Hometown U. S. A.

In order to talk sense about what your town will probably be like after the war, we need to be a little more specific. If Sgt. Bill is thinking about Chicago, Pvt. Jack is mentally picturing the main street of Bismarck, North Dakota, and, Cpl. Tom imagines himself sitting on the drugstore steps in Sycamore, Georgia, we’re not going to get very far.

So let’s talk about a community—we’ll call it Hometown—with a population of around 10,000. Hometown is every-where. It is no place in particular because it is every place.

It is big enough to have a city hall on the central square, where the town officials, and perhaps a county official or two, have their offices. On Main Street there is the bank, the post office, the dime store, and a small combination hotel and restaurant. On several corners there are drugstores and filling stations. Down the side streets are garages, an ice and coal dealer, and the town’s-schools and churches.

There are all kinds of houses, large and small, some well painted, others needing repair. In them live all the kinds of people that go to make up an American town. And between Hometown and the next community, down roads in every direction, are the farms and the woodlands, the hills and the prairies.

The most important part of any town is the people in it. Even if Hometown were one-tenth its size or many times as big as it is, it would still be made up of “neighborhoods” in which people live and work and associate with one another.

What has the war done to things?

The war has changed Hometown and every other community in the country, large and small. Most of all it has changed the lives and the thinking of the people who live there. The greatest single evidence of that change is the new public office—either in the city hall, upstairs over the fire-house, or in an empty store, but always marked SELECTIVE SERVICE, Local Board #—.

In its files are the current biographies of the local citizens who have left the community to serve in the armed forces, scattered far and wide.

Another new community office is the local WAR PRICE AND RATION BOARD. It is filled with records which have affected the wartime lives of the citizens who are still at home: The number of miles they can drive their cars, the number of pairs of shoes they can buy, the amount of certain foods they may have, the price of many things they buy and sell-such things for the duration are determined by the OPA and administered through citizen-members of the local ration board.

There are still other new community centers in Hometown. There is the local RED CROSS CHAPTER and the office of the WAR BOND COMMITTEE. And if a person wishes to change jobs, he or she may have to get a permit from the U. S. EMPLOYMENT SERVICE office. If a man wants to remodel his porch, he will have to see if the material can be spared, which means a WPB priority, probably obtainable from some person who shares offices with the local ration board. War has demanded that every community conserve, share, and use to the fullest its time, its available goods, its manpower, and its patriotic common sense.

Are there more changes to come?

Victory will not bring an end to these wartime changes in community life. In due time, ration books may disappear and “A” card stickers come off windshields. But the dents of war are deep. Some of the men who checked out at the Draft Board won’t be back. Others will return to different communities. The “same old job” will be waiting for some, while others will have new skills and new desires to try their hand at something else-perhaps to go into business for themselves.

And Hometown itself feels the need of some new things in its life. A lot of new houses need building to catch up with the records at the marriage license bureau. Down at the bank there are new savings accounts; and packets of war bonds are hidden away in all manner of places around town. These savings will pay for many an individual’s “postwar plans” that, when they have all been put into effect, will make Hometown a much different place from what it was on December 7, 1941. It has already been years since Pearl Harbor.

Many of Hometown’s citizens have been away almost as long a time, and their return occupies first place in the town’s thoughts of the future. After the welcome-home celebration there will come those down-to-earth questions of a peacetime job and a fresh start in civilian matters-new friends, new responsibilities, and new objectives in life. Going home will not mean going back but going forward from wherever you and your community find yourselves when victory comes.

Before the war, the ordinary garden variety of community planning usually meant laying out new streets and parks, passing zoning laws, and, in larger cities, working out slum-clearing projects and the like.

There probably will be lots more such programs after the war. State and local governments are generally in better shape to stand the costs, many have stored up a “backlog” of planned public works, and every community in the country has had plenty of wear and tear during the war years. The ending of the war will undoubtedly be a signal for an extra-ordinary burst of community planning, rebuilding, and improvement to meet actual needs.

But there will be another reason for such changes. Our war effort, with its stresses and strains, has marked a great interruption in the normal put-it-off routine of peacetime. Its effect has been rather like having the big tree in the, front yard blown down. Not only do we repair the damage and clear up the mess, but we probably take the opportunity to straighten up the fence, replace the lost stones in the walk, and paint the porch.

And there is still another element in the postwar outlook of community planning. This is a human element. Hometown may have decided that now is the time to build the new high school or the library it has wanted. But in making that decision the town fathers have something more in mind than just getting a new building. They are thinking of the project also in terms of jobs for returning servicemen and women and a generally high level of local prosperity.

This new human side of postwar planning may in part explain the unusual growth of various community planning organizations throughout the country.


From the entries below, determine the number of lines that contain "diagram". Give that number by itself.

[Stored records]
_ _ _

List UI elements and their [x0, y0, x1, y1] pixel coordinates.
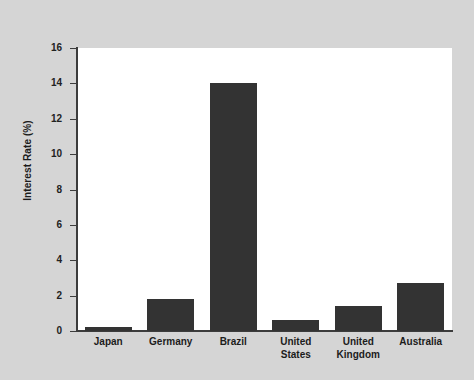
y-axis-tick-mark: [70, 331, 77, 332]
x-axis-tick-labels: JapanGermanyBrazilUnitedStatesUnitedKing…: [77, 336, 452, 376]
bar: [147, 299, 194, 331]
y-axis-tick-mark: [70, 296, 77, 297]
y-axis-tick-mark: [70, 48, 77, 49]
y-axis-tick-label: 2: [22, 291, 62, 301]
x-axis-tick-label: Germany: [140, 336, 203, 349]
bar: [335, 306, 382, 331]
bar-slot: [210, 48, 257, 331]
y-axis-tick-label: 14: [22, 78, 62, 88]
bar-slot: [272, 48, 319, 331]
y-axis-title: Interest Rate (%): [22, 101, 33, 221]
y-axis-tick-mark: [70, 190, 77, 191]
bars-group: [77, 48, 452, 331]
x-axis-tick-label: UnitedKingdom: [327, 336, 390, 361]
y-axis-tick-label: 16: [22, 43, 62, 53]
y-axis-tick-mark: [70, 119, 77, 120]
bar: [397, 283, 444, 331]
bar-slot: [397, 48, 444, 331]
y-axis-tick-label: 6: [22, 220, 62, 230]
y-axis-tick-label: 0: [22, 326, 62, 336]
bar-chart-figure: 0246810121416 Interest Rate (%) JapanGer…: [0, 0, 474, 380]
y-axis-tick-mark: [70, 260, 77, 261]
bar: [210, 83, 257, 331]
bar-slot: [85, 48, 132, 331]
bar-slot: [335, 48, 382, 331]
x-axis-tick-label: Australia: [390, 336, 453, 349]
bar: [85, 327, 132, 331]
bar: [272, 320, 319, 331]
y-axis-tick-mark: [70, 225, 77, 226]
y-axis-tick-label: 4: [22, 255, 62, 265]
y-axis-tick-mark: [70, 83, 77, 84]
x-axis-tick-label: UnitedStates: [265, 336, 328, 361]
x-axis-tick-label: Japan: [77, 336, 140, 349]
y-axis-tick-mark: [70, 154, 77, 155]
bar-slot: [147, 48, 194, 331]
x-axis-tick-label: Brazil: [202, 336, 265, 349]
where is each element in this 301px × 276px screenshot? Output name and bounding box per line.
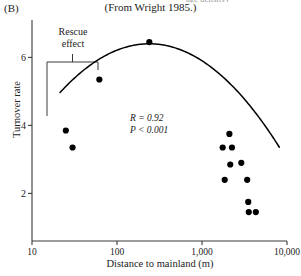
x-axis-ticks <box>32 241 287 245</box>
data-point <box>222 177 228 183</box>
data-point <box>238 160 244 166</box>
rescue-effect-line2: effect <box>44 38 102 50</box>
data-point <box>226 131 232 137</box>
rescue-effect-bracket <box>47 54 98 116</box>
data-point <box>220 144 226 150</box>
data-point <box>69 144 75 150</box>
x-tick-label: 1,000 <box>191 247 212 257</box>
stat-r-value: R = 0.92 <box>130 112 168 124</box>
data-point <box>227 161 233 167</box>
y-tick-label: 6 <box>6 52 26 63</box>
x-tick-label: 10 <box>27 247 37 257</box>
figure-panel-b: age density) (From Wright 1985.) (B) Tur… <box>0 0 301 276</box>
x-tick-label: 100 <box>110 247 124 257</box>
data-point <box>229 144 235 150</box>
rescue-effect-line1: Rescue <box>44 26 102 38</box>
x-tick-label: 10,000 <box>274 247 300 257</box>
data-point <box>96 76 102 82</box>
y-axis-ticks <box>28 57 32 193</box>
x-axis-title: Distance to mainland (m) <box>32 258 288 269</box>
statistics-annotation: R = 0.92 P < 0.001 <box>130 112 168 136</box>
y-axis-title: Turnover rate <box>11 70 22 150</box>
y-tick-label: 4 <box>6 120 26 131</box>
data-point <box>253 209 259 215</box>
data-point <box>63 127 69 133</box>
fitted-curve <box>60 44 279 147</box>
data-point <box>246 209 252 215</box>
stat-p-value: P < 0.001 <box>130 124 168 136</box>
data-point <box>245 199 251 205</box>
data-point <box>244 177 250 183</box>
y-tick-label: 2 <box>6 188 26 199</box>
rescue-effect-label: Rescue effect <box>44 26 102 50</box>
data-point <box>146 39 152 45</box>
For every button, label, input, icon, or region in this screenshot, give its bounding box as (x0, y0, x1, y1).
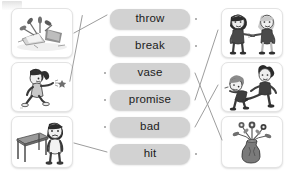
link-vase-to-flower-vase (195, 73, 222, 140)
word-promise-button[interactable]: promise (110, 90, 190, 110)
link-bad-to-boy-hitting (195, 85, 218, 127)
word-vase-button[interactable]: vase (110, 63, 190, 83)
link-promise-to-two-children (195, 30, 218, 100)
word-throw-label: throw (135, 13, 164, 25)
word-throw-button[interactable]: throw (110, 9, 190, 29)
left-picture-card-2[interactable] (11, 62, 73, 112)
connector-dot-right-throw[interactable] (195, 18, 197, 20)
word-promise-label: promise (129, 94, 171, 106)
connector-dot-right-hit[interactable] (195, 153, 197, 155)
word-vase-label: vase (137, 67, 162, 79)
connector-dot-right-break[interactable] (195, 45, 197, 47)
connector-dot-left-bad[interactable] (104, 126, 106, 128)
two-children-promise-icon (222, 9, 282, 57)
right-picture-card-3[interactable] (221, 116, 283, 168)
word-bad-button[interactable]: bad (110, 117, 190, 137)
word-break-button[interactable]: break (110, 36, 190, 56)
word-break-label: break (135, 40, 165, 52)
connector-dot-left-vase[interactable] (104, 72, 106, 74)
right-picture-card-1[interactable] (221, 8, 283, 58)
word-hit-button[interactable]: hit (110, 144, 190, 164)
sad-boy-table-icon (12, 117, 72, 167)
broken-vase-icon (12, 9, 72, 57)
connector-dot-left-promise[interactable] (104, 99, 106, 101)
right-picture-card-2[interactable] (221, 62, 283, 112)
word-bad-label: bad (140, 121, 160, 133)
link-girl-throwing-to-throw (74, 15, 107, 33)
left-picture-card-1[interactable] (11, 8, 73, 58)
left-picture-card-3[interactable] (11, 116, 73, 168)
girl-throwing-icon (12, 63, 72, 111)
link-sad-boy-to-hit (74, 143, 107, 152)
flower-vase-icon (222, 117, 282, 167)
worksheet-canvas: throw break vase promise bad hit (0, 0, 292, 176)
word-hit-label: hit (144, 148, 157, 160)
boy-hitting-boy-icon (222, 63, 282, 111)
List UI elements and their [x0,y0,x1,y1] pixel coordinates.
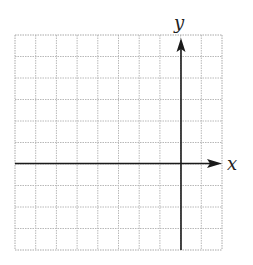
x-axis-label: x [227,153,237,174]
grid [15,35,222,250]
y-axis-label: y [173,12,185,33]
coordinate-plane: x y [0,0,253,265]
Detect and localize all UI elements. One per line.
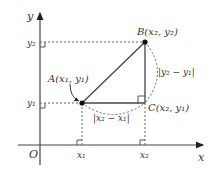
right-angle-y1 bbox=[40, 103, 45, 108]
coordinate-diagram: y x O y₂ y₁ x₁ x₂ A(x₁, y₁) B(x₂, y₂) C(… bbox=[0, 0, 215, 174]
point-A-label: A(x₁, y₁) bbox=[47, 73, 89, 84]
point-B-label: B(x₂, y₂) bbox=[136, 26, 178, 37]
origin-label: O bbox=[29, 148, 38, 161]
brace-vertical bbox=[145, 42, 158, 103]
x-axis-label: x bbox=[198, 151, 205, 164]
vertical-distance-label: |y₂ − y₁| bbox=[158, 67, 195, 78]
right-angle-x2 bbox=[140, 140, 145, 145]
right-angle-C bbox=[138, 96, 145, 103]
right-angle-x1 bbox=[77, 140, 82, 145]
tick-y1-label: y₁ bbox=[26, 98, 36, 108]
tick-x2-label: x₂ bbox=[140, 150, 149, 160]
tick-y2-label: y₂ bbox=[26, 38, 36, 48]
y-axis-label: y bbox=[26, 10, 34, 23]
point-A bbox=[79, 100, 84, 105]
pointer-arrow-A bbox=[70, 84, 79, 101]
tick-x1-label: x₁ bbox=[77, 150, 86, 160]
right-angle-y2 bbox=[40, 42, 45, 47]
point-B bbox=[142, 39, 147, 44]
segment-AB bbox=[82, 42, 145, 103]
horizontal-distance-label: |x₂ − x₁| bbox=[93, 113, 130, 124]
diagram-svg: y x O y₂ y₁ x₁ x₂ A(x₁, y₁) B(x₂, y₂) C(… bbox=[0, 0, 215, 174]
point-C-label: C(x₂, y₁) bbox=[148, 102, 189, 113]
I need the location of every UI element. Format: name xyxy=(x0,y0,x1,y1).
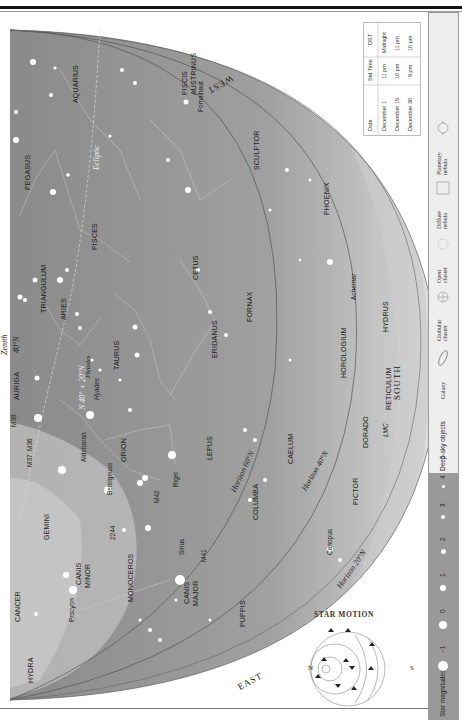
galaxy-icon xyxy=(436,349,450,367)
label-aldebaran: Aldebaran xyxy=(80,432,87,462)
label-reticulum: RETICULUM xyxy=(385,367,392,410)
label-puppis: PUPPIS xyxy=(239,600,246,627)
mag-label: 1 xyxy=(439,573,446,577)
label-zenith-combo: N 40° + 20°N xyxy=(78,366,87,410)
label-horologium: HOROLOGIUM xyxy=(340,327,347,378)
label-hyades: Hyades xyxy=(93,378,100,400)
legend-globular-label: Globular cluster xyxy=(436,315,448,341)
table-cell: Midnight xyxy=(381,32,387,53)
table-header-dst: DST xyxy=(367,34,373,45)
label-ngc-2244: 2244 xyxy=(109,526,116,540)
table-cell: 11 pm xyxy=(394,36,400,51)
star-motion-arrows xyxy=(315,628,375,690)
label-piscis: PISCIS xyxy=(181,71,188,95)
star-motion-north: N xyxy=(308,664,313,672)
label-canopus: Canopus xyxy=(326,529,333,555)
label-fomalhaut: Fomalhaut xyxy=(197,81,204,112)
header-rule xyxy=(0,6,462,9)
label-triangulum: TRIANGULUM xyxy=(40,265,47,313)
star-motion-diagram xyxy=(310,632,385,706)
label-canis-major-1: CANIS xyxy=(183,582,190,604)
table-cell: 9 pm xyxy=(407,65,413,77)
legend-planetary-nebula-label: Planetary nebula xyxy=(436,149,448,175)
time-table: Date Std Time DST December 1 11 pm Midni… xyxy=(363,22,421,136)
mag-label: 3 xyxy=(439,503,446,507)
star-motion-title: STAR MOTION xyxy=(314,610,374,619)
label-betelgeuse: Betelgeuse xyxy=(106,462,113,495)
label-m38: M38 xyxy=(10,414,17,427)
label-cancer: CANCER xyxy=(14,591,21,622)
mag-label: 4 xyxy=(439,475,446,479)
table-cell: December 1 xyxy=(381,101,387,131)
label-pictor: PICTOR xyxy=(352,477,359,505)
label-m37: M37 xyxy=(26,454,33,467)
footer-rule xyxy=(0,708,430,709)
label-phoenix: PHOENIX xyxy=(323,182,330,215)
label-pisces: PISCES xyxy=(91,223,98,250)
label-zenith: Zenith xyxy=(0,335,9,355)
mag-label: 2 xyxy=(439,537,446,541)
label-monoceros: MONOCEROS xyxy=(127,554,134,602)
label-cetus: CETUS xyxy=(192,255,199,280)
label-procyon: Procyon xyxy=(68,598,75,622)
label-auriga: AURIGA xyxy=(13,372,20,400)
deep-sky-label: Deep-sky objects xyxy=(439,421,446,471)
legend-open-cluster-label: Open cluster xyxy=(436,261,448,283)
label-orion: ORION xyxy=(120,438,127,462)
magnitudes-label: Star magnitudes xyxy=(439,670,446,717)
label-gemini: GEMINI xyxy=(43,514,50,540)
table-cell: 11 pm xyxy=(381,64,387,79)
label-hydra: HYDRA xyxy=(27,657,34,683)
label-aries: ARIES xyxy=(60,298,67,320)
label-eridanus: ERIDANUS xyxy=(211,320,218,358)
mag-dot-1 xyxy=(440,585,446,591)
direction-south: SOUTH xyxy=(392,365,402,400)
table-cell: December 15 xyxy=(394,98,400,131)
label-canis-minor-1: CANIS xyxy=(75,563,82,585)
mag-label: −1 xyxy=(439,646,446,653)
label-lmc: LMC xyxy=(382,423,389,437)
label-fornax: FORNAX xyxy=(246,292,253,322)
label-canis-major-2: MAJOR xyxy=(192,581,199,607)
mag-label: 0 xyxy=(439,609,446,613)
legend-galaxy-label: Galaxy xyxy=(440,382,446,399)
label-canis-minor-2: MINOR xyxy=(84,564,91,588)
open-cluster-icon xyxy=(437,238,449,250)
label-austrinus: AUSTRINUS xyxy=(190,53,197,95)
diffuse-nebula-icon xyxy=(436,181,450,195)
label-aquarius: AQUARIUS xyxy=(72,65,79,103)
table-header-date: Date xyxy=(367,119,373,131)
planetary-nebula-icon xyxy=(436,121,450,135)
label-m42: M42 xyxy=(153,490,160,503)
table-cell: December 30 xyxy=(407,98,413,131)
table-cell: 10 pm xyxy=(394,64,400,79)
label-pegasus: PEGASUS xyxy=(24,155,31,190)
star-motion-south: S xyxy=(410,664,414,672)
label-dorado: DORADO xyxy=(362,416,369,448)
mag-dot-0 xyxy=(439,621,447,629)
label-caelum: CAELUM xyxy=(287,434,294,464)
legend-diffuse-nebula-label: Diffuse nebula xyxy=(436,207,448,229)
label-rigel: Rigel xyxy=(172,472,179,487)
table-header-std: Std Time xyxy=(367,59,373,81)
label-m36: M36 xyxy=(26,438,33,451)
label-ecliptic: Ecliptic xyxy=(92,145,101,170)
mag-dot-3 xyxy=(441,515,445,519)
label-sirius: Sirius xyxy=(178,539,185,555)
label-m41: M41 xyxy=(200,549,207,562)
label-taurus: TAURUS xyxy=(113,341,120,370)
legend-bar: Star magnitudes −1 0 1 2 3 4 5 Deep-sky … xyxy=(428,12,459,720)
globular-cluster-icon xyxy=(437,291,449,303)
mag-dot-4 xyxy=(442,485,445,488)
magnitude-scale: Star magnitudes −1 0 1 2 3 4 5 xyxy=(429,473,458,719)
label-hydrus: HYDRUS xyxy=(382,301,389,332)
table-cell: 10 pm xyxy=(407,36,413,51)
mag-dot-2 xyxy=(441,549,446,554)
label-sculptor: SCULPTOR xyxy=(253,130,260,170)
mag-dot-minus1 xyxy=(438,661,448,671)
label-columba: COLUMBA xyxy=(252,484,259,520)
label-lepus: LEPUS xyxy=(206,436,213,460)
label-achernar: Achernar xyxy=(350,274,357,300)
label-zenith-40n: 40°N xyxy=(12,336,21,353)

_ _ _

RESULT OF THE TASK:
3